▶ _Information shown_:
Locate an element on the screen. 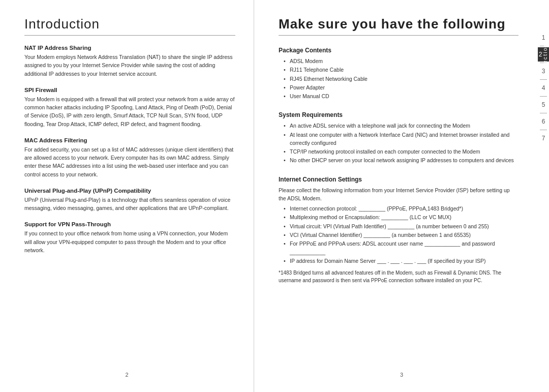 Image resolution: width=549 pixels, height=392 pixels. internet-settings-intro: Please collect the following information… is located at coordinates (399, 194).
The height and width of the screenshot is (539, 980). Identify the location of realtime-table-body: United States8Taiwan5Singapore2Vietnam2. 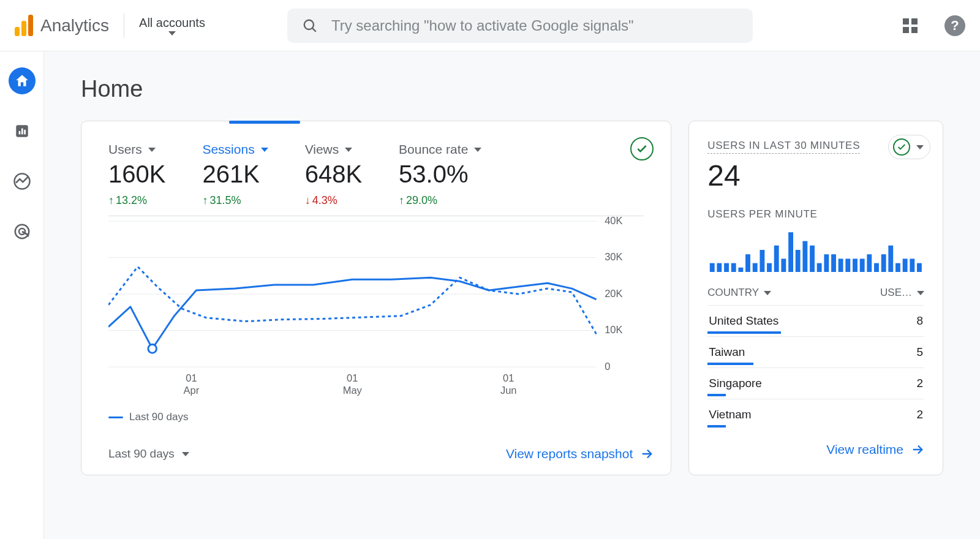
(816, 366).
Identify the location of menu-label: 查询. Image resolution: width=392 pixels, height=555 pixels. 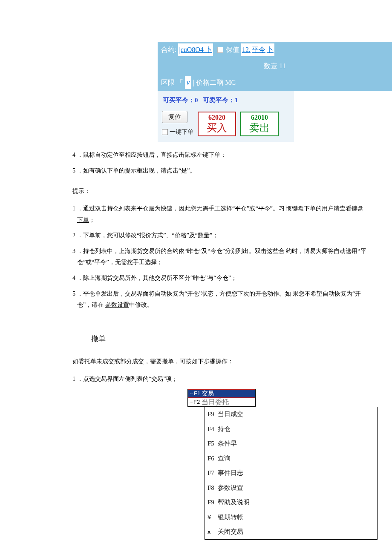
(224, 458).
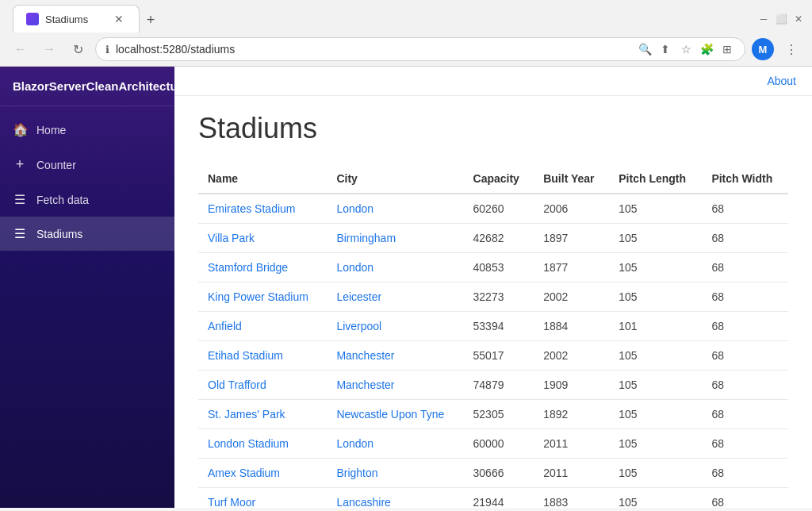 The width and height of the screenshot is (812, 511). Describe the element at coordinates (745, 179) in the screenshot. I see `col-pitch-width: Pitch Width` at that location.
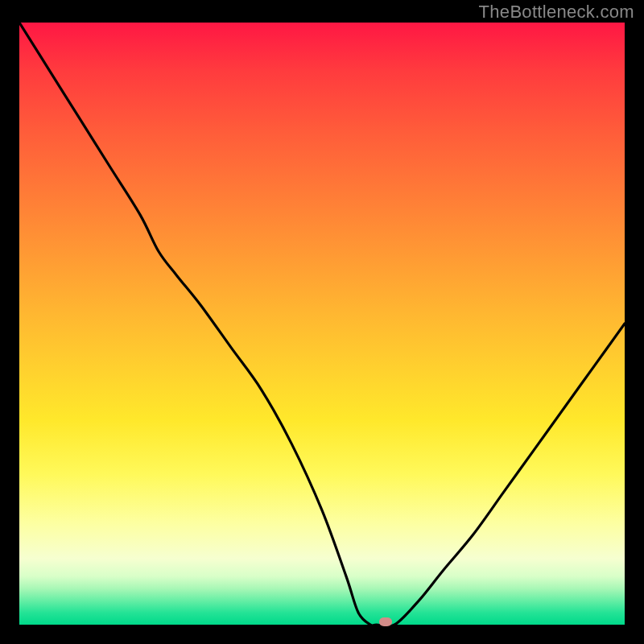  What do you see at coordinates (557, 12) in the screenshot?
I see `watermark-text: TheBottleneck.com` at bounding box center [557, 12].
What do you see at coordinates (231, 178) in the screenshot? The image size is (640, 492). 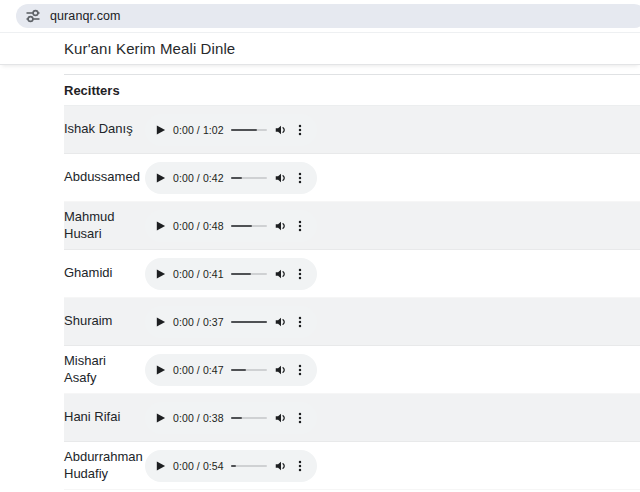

▶ _Description of the task_: The lines from the one containing "Identify the location of menu-label: 查询." through the final line of the data are to be repeated exactly, with both ends included and all pictures left out.

▶ _Exercise output_:
Identify the location of menu-label: 查询. Image resolution: width=392 pixels, height=555 pixels. 
(224, 458).
 The width and height of the screenshot is (812, 511). Describe the element at coordinates (745, 179) in the screenshot. I see `col-pitch-width: Pitch Width` at that location.
  What do you see at coordinates (557, 12) in the screenshot?
I see `watermark-text: TheBottleneck.com` at bounding box center [557, 12].
What do you see at coordinates (231, 178) in the screenshot? The image size is (640, 492). 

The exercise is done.